If someone turnsheets to kill your character, and we feel that they have a decent reason to do so (ie, you've meddled in their plans from the get-go and have shown no willingness to negotiate), they will fail; however, if under normal circumstances they would have succeeded, we will talk to you and the other player and see if between us we can't contrive some means by which the player's ends can be met - perhaps their character manages to put a curse on you, or forces you to swear to a dog not to meddle in their affairs, or perhaps your character just decides IC "whew! That was a close one - I'm going to back off, this isn't worth dying over." If, once such a situation has occurred, you decide to meddle again, then your character *will* die - there's only so much bending of the world we're willing to do for you.

Please note that if you are genuinely unaware of the risk when you undertake a course of action, the GMs will not allow your character to die whether or not you have this quirk.
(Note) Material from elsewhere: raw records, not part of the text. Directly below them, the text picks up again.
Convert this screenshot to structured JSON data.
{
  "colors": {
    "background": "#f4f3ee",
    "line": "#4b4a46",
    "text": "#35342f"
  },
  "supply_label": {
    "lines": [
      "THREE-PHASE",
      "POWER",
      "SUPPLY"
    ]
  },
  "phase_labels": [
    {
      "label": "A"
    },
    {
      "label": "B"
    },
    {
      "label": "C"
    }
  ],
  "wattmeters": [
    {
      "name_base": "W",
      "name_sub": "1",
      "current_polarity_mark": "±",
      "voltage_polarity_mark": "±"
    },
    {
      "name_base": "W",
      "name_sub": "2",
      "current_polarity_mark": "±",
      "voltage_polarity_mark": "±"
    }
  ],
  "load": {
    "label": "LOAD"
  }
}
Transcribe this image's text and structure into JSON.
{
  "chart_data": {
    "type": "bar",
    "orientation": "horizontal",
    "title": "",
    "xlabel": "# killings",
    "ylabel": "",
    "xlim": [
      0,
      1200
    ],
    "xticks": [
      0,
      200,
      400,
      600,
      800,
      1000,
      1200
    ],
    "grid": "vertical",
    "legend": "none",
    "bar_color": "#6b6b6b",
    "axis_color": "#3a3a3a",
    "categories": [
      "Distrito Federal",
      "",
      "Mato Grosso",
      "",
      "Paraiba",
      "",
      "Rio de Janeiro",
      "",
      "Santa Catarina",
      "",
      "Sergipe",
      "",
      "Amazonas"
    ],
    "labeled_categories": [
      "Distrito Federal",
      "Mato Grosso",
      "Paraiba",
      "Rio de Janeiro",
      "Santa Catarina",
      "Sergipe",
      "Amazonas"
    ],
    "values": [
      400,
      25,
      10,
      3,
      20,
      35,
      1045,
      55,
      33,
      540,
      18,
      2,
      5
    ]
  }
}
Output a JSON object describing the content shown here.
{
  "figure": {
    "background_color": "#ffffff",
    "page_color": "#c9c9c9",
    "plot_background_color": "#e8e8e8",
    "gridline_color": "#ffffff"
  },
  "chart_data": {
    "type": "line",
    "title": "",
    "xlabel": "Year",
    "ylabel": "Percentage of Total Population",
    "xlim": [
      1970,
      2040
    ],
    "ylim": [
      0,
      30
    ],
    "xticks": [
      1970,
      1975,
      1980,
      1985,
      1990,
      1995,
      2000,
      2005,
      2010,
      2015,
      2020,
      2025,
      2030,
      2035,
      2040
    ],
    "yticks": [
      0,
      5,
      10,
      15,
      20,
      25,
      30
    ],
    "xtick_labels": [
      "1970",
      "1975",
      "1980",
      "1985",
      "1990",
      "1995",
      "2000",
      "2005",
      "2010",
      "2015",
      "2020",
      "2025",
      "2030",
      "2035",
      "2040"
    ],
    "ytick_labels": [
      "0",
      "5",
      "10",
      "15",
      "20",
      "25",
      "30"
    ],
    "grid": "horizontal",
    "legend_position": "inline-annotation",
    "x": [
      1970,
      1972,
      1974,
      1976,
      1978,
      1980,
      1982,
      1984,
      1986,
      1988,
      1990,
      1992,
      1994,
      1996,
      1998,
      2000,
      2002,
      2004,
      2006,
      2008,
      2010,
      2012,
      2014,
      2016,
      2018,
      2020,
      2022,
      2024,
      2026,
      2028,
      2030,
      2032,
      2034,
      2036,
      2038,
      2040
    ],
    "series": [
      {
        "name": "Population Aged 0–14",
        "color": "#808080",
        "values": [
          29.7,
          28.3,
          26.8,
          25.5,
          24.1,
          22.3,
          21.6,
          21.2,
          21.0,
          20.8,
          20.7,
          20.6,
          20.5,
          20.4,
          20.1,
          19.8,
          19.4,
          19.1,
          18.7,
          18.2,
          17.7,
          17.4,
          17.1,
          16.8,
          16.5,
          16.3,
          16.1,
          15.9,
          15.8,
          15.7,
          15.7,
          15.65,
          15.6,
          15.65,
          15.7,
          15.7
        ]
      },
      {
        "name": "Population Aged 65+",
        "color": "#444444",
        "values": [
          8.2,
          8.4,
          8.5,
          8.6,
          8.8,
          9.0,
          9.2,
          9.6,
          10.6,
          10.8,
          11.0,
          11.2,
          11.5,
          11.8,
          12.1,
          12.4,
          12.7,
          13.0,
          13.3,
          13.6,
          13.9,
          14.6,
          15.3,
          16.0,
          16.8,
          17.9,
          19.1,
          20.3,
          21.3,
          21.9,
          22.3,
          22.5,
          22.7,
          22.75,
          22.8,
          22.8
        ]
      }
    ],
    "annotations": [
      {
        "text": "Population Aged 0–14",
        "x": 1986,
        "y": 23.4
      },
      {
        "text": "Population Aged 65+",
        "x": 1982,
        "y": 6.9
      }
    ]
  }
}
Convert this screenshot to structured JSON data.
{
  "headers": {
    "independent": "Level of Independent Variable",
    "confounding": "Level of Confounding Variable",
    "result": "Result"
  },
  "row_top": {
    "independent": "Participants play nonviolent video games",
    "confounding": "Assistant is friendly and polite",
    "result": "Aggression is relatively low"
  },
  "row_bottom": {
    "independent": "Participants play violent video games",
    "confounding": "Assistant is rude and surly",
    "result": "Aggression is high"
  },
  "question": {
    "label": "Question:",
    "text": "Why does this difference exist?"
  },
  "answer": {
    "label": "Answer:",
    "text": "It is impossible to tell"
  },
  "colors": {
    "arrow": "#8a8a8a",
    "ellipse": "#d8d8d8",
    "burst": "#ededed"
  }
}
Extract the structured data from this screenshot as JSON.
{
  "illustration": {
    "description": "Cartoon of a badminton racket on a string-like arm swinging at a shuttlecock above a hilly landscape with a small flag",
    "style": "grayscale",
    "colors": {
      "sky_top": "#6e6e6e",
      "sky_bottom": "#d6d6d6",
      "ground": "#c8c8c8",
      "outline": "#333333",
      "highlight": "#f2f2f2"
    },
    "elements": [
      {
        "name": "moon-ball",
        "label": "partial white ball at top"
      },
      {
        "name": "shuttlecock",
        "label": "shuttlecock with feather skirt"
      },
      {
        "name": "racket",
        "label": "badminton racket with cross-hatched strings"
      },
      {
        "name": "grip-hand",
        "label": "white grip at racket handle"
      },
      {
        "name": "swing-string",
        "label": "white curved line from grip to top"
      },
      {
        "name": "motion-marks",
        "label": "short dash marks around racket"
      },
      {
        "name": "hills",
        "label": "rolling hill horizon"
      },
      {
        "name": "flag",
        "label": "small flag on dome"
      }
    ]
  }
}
In turnsheeting we will, at the very least, allow you an opportunity to realise the risks before giving you the choice whether to commit to that course of action. No character in Horizon will be allowed to die without warning simply because their players were OOC unaware of the dangers of what they were doing. It may, however, take a while for the consequences of your actions to turn around and bite you. Also, if you come to us and say something along the lines of "But I didn't know that meeting my worst enemy in a dark alleyway would lead them killing me and burying me in quicklime, so you should let my character survive", we reserve the right to phone the mental health people and have you committed on grounds of superhuman stupidity.

No NPCs will ever have this quirk.

Roger Me Spinally (-1 to -3)
Bad things are coming your way. This quirk costs between -1 and -3 points; during the game (unless your character dies before we get around to it) we will shower three times the value of this quirk upon you in the form of crises, problems, afflictions, curses, dilemmas, and other bad things. There will be no way to avoid this, and the rogering will be in the form of our choosing (remember, the Doooooooooomed quirk is only 6 points...). We will do our best to ensure that these things have at least a tangential relation to what is happening in the gameworld.

Fortune (1 to 3)
A nicer version of Roger Me Spinally - "Cuddle Me Spinally", if you will. Happy times are coming your way; for each quirk point you invest in this, you will get three times its value back in the form of happy things. Whilst these will be analgous to positive quirks, they may not manifest in the way your character might like - after all, being favoured by the Gods is rarely welcome but is a positive quirk. In some instances it may be possible to reject your Fortune: if you do this, you won't get alternate Fortunate things happening. (For example, if you are in a situation where you could very easily become leader of a cult, but refuse, the relevant number of points of Fortune are lost.)

Yes, you can take both Roger Me Spinally and Fortune.

Doooooooooomed (-6)
Your character will definitely come to a bad end by the end of the game, their plans ruined, their schemes undone, their life laid ruin. You may or may not be aware IC of the nature of your doom at game start; that's entirely your choice.